Oly opens Miss Lick’s locker and takes out her gun, then twists the deadbolt on the door. Miss Lick falls heavily into the open doorway and Oly drops the gun, crying to Miss Lick that she is sorry: “And I am sorry and I don’t care if she wakes up and kills me if only she will wake up and move […] I never wanted to hurt her. I only needed for her to die. Not this pain. Not this fear” (346).

Miss Lick regains consciousness and grabs Oly by the throat. Oly finds the gun in her hand again and shoots Miss Lick in the eye, killing her.

The novel ends with a news article, reporting that the bodies of two women were found in the footbath of the Thomas R Lick indoor swimming pavilion of the athletic club. Both women had apparently died of gunshot wounds. It is reported that a notebook was found on the scene, which gave an account of the incident.

The final entry in the story is a letter mailed to Miranda from Oly. Oly explains to Miranda about her parentage and her family history. Enclosed with the letter are two keys: one to Oly’s room and one to the trunk in which she has stored all the many years’ worth of reports on Miranda from the convent. Also enclosed are financial papers and papers for the cemetery vault where all the Binewskis reside, as well as Oly’s notebooks that record their family history. Oly asks Miranda to take care of Lil, as she is Miranda’s grandmother. Oly closes by saying that she hopes Miranda will one day take all the cremated remains of their family, pour them in Grandpa Binewski’s urn, strap them onto a vehicle, and take them all out on the road again. 
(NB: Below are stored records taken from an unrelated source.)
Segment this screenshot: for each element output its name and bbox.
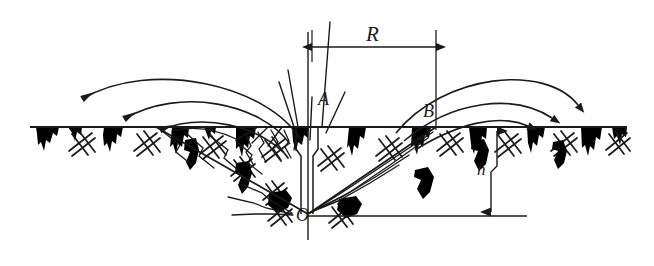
point-b-label: B — [423, 102, 434, 120]
crack-lines-right — [310, 132, 433, 213]
radius-label: R — [366, 24, 379, 45]
soil-layer — [36, 127, 627, 157]
depth-dimension — [491, 131, 497, 212]
depth-label: h — [477, 161, 486, 178]
blast-crater-diagram: R A B O h — [0, 0, 654, 266]
origin-label: O — [296, 206, 309, 224]
diagram-canvas — [0, 0, 654, 266]
ejecta-fan-lines — [236, 22, 345, 150]
point-a-label: A — [318, 90, 329, 108]
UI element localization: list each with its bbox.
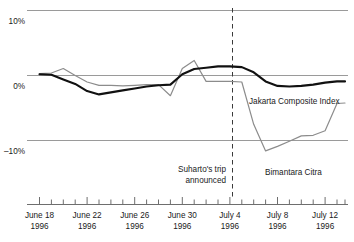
y-tick-label-0: 0%	[13, 82, 25, 91]
series-label-jakarta-composite-index: Jakarta Composite Index	[249, 97, 340, 106]
x-tick-label-july-12-line2: 1996	[316, 222, 335, 231]
chart-container: 10% 0% –10%	[0, 0, 354, 242]
x-tick-label-july-12-line1: July 12	[312, 211, 338, 220]
x-tick-label-june-18-line1: June 18	[25, 211, 55, 220]
x-tick-label-june-22-line1: June 22	[73, 211, 103, 220]
x-axis-ticks	[40, 197, 346, 205]
x-tick-label-june-26-line2: 1996	[126, 222, 145, 231]
x-tick-label-june-30-line2: 1996	[173, 222, 192, 231]
x-tick-label-june-18-line2: 1996	[30, 222, 49, 231]
x-tick-label-july-8-line1: July 8	[267, 211, 289, 220]
event-annotation-line2: announced	[185, 176, 226, 185]
x-axis-tick-labels: June 18 1996 June 22 1996 June 26 1996 J…	[25, 211, 339, 231]
x-tick-label-july-4-line2: 1996	[221, 222, 240, 231]
y-tick-label-10: 10%	[9, 17, 25, 26]
x-tick-label-june-30-line1: June 30	[168, 211, 198, 220]
event-annotation-line1: Suharto's trip	[178, 165, 226, 174]
line-chart: 10% 0% –10%	[0, 0, 354, 242]
event-annotation: Suharto's trip announced	[178, 165, 226, 185]
y-tick-label-minus-10: –10%	[4, 147, 25, 156]
series-label-bimantara-citra: Bimantara Citra	[265, 168, 322, 177]
x-tick-label-june-22-line2: 1996	[78, 222, 97, 231]
y-axis-tick-labels: 10% 0% –10%	[4, 17, 25, 156]
x-tick-label-july-4-line1: July 4	[219, 211, 241, 220]
x-tick-label-june-26-line1: June 26	[120, 211, 150, 220]
x-tick-label-july-8-line2: 1996	[268, 222, 287, 231]
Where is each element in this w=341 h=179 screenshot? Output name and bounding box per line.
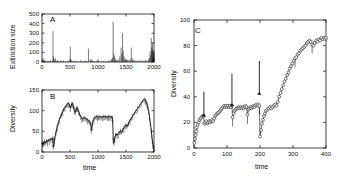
x-tick-label: 500 bbox=[65, 64, 76, 70]
panel-c: Diversity 0100200300400020406080100 C ti… bbox=[162, 2, 341, 179]
data-point bbox=[276, 100, 279, 103]
diversity-line bbox=[42, 99, 154, 148]
diversity-trend-line bbox=[194, 38, 326, 143]
panel-a: Extinction size 050010001500200001002003… bbox=[0, 6, 160, 74]
x-tick-label: 1500 bbox=[119, 154, 133, 160]
y-tick-label: 200 bbox=[29, 40, 40, 46]
data-point bbox=[280, 88, 283, 91]
arrow-head bbox=[257, 92, 261, 95]
x-tick-label: 0 bbox=[40, 64, 44, 70]
panel-c-xlabel: time bbox=[255, 163, 268, 170]
y-tick-label: 300 bbox=[29, 30, 40, 36]
data-markers bbox=[193, 36, 328, 144]
x-tick-label: 2000 bbox=[147, 64, 161, 70]
y-tick-label: 80 bbox=[183, 43, 190, 49]
y-tick-label: 400 bbox=[29, 21, 40, 27]
panel-a-tag: A bbox=[50, 15, 55, 24]
x-tick-label: 300 bbox=[288, 151, 299, 157]
x-tick-label: 1000 bbox=[91, 154, 105, 160]
y-tick-label: 0 bbox=[36, 59, 40, 65]
data-point bbox=[275, 104, 278, 107]
x-tick-label: 0 bbox=[40, 154, 44, 160]
y-tick-label: 100 bbox=[29, 108, 40, 114]
x-tick-label: 500 bbox=[65, 154, 76, 160]
data-point bbox=[194, 134, 197, 137]
y-tick-label: 60 bbox=[183, 68, 190, 74]
data-point bbox=[258, 104, 261, 107]
data-point bbox=[278, 95, 281, 98]
data-point bbox=[193, 141, 196, 144]
x-tick-label: 1000 bbox=[91, 64, 105, 70]
y-tick-label: 0 bbox=[36, 149, 40, 155]
x-tick-label: 100 bbox=[222, 151, 233, 157]
data-point bbox=[284, 77, 287, 80]
data-point bbox=[262, 118, 265, 121]
data-point bbox=[245, 106, 248, 109]
y-tick-label: 40 bbox=[183, 94, 190, 100]
data-point bbox=[287, 71, 290, 74]
extinction-spikes bbox=[43, 22, 154, 62]
panel-b: Diversity 0500100015002000050100150 B ti… bbox=[0, 80, 160, 179]
x-tick-label: 400 bbox=[321, 151, 332, 157]
x-tick-label: 1500 bbox=[119, 64, 133, 70]
panel-c-plot: 0100200300400020406080100 bbox=[162, 2, 341, 179]
figure-root: Extinction size 050010001500200001002003… bbox=[0, 0, 341, 179]
data-point bbox=[231, 116, 234, 119]
panel-b-plot: 0500100015002000050100150 bbox=[0, 80, 160, 179]
panel-a-ylabel: Extinction size bbox=[9, 24, 16, 69]
y-tick-label: 0 bbox=[187, 145, 191, 151]
data-point bbox=[279, 92, 282, 95]
y-tick-label: 50 bbox=[32, 128, 39, 134]
y-tick-label: 100 bbox=[29, 49, 40, 55]
y-tick-label: 20 bbox=[183, 119, 190, 125]
data-point bbox=[195, 130, 198, 133]
data-point bbox=[246, 113, 249, 116]
data-point bbox=[325, 36, 328, 39]
diversity-noise bbox=[42, 98, 154, 152]
x-tick-label: 200 bbox=[255, 151, 266, 157]
plot-frame bbox=[42, 14, 154, 62]
panel-b-ylabel: Diversity bbox=[9, 105, 16, 132]
panel-b-tag: B bbox=[50, 92, 55, 101]
data-point bbox=[259, 135, 262, 138]
data-point bbox=[194, 138, 197, 141]
panel-c-tag: C bbox=[195, 26, 201, 35]
data-point bbox=[282, 84, 285, 87]
y-tick-label: 150 bbox=[29, 87, 40, 93]
panel-a-plot: 05001000150020000100200300400500 bbox=[0, 6, 160, 74]
error-bars bbox=[233, 44, 313, 126]
y-tick-label: 100 bbox=[180, 17, 191, 23]
x-tick-label: 2000 bbox=[147, 154, 161, 160]
y-tick-label: 500 bbox=[29, 11, 40, 17]
x-tick-label: 0 bbox=[192, 151, 196, 157]
panel-b-xlabel: time bbox=[83, 164, 96, 171]
data-point bbox=[260, 129, 263, 132]
data-point bbox=[261, 122, 264, 125]
panel-c-ylabel: Diversity bbox=[170, 70, 177, 97]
Book 4, Chapters 26-28 Analysis

The primary focus of these chapters is Oly’s relationship with Miss Lick. The women are two of a kind. Both have lived isolated from the rest of the world:

We choose to seem barren, loveless orphans. We each have a secret family. Miss Lick has her darlings and I have mine. All we’ve really lacked is someone to tell. Now she tells me, and I tell all to these bland, indifferent sheets of paper (340).

Miss Lick’s demeanor and wealth scared people off from getting to know her, as Oly’s deformities scared off norms. Both are desperately lonely and Miss Lick’s vulnerability breaks Oly’s heart. Under other circumstances, they could have remained best of friends and provided each other with the comfort and happiness both had always lacked.

This is impossible in the end, however, because Oly’s first and foremost priority is Miranda and her family legacy. Oly has spent twenty years protecting both, so her own happiness and desires, as well as Miss Lick’s life, are immaterial by comparison. Perhaps Miss Lick would have even understood that, had she known why Oly was killing her. In a way, Miss Lick was also a mother, as the young women she paid to transform were like her daughters. As she watches the recordings of her projects, Miss Lick says they’re like her children. Shortly after, Miss Lick says, “A person wants to feel as though they’ve accomplished something” (333). Miranda was Oly’s greatest accomplishment, and Oly will sacrifice anything—her own happiness, her only friendship, the life of someone she cares deeply about—to protect her child. It is apparent that Oly intended to kill herself after killing Miss Lick, as she sent Miranda a letter before leaving to commit the act.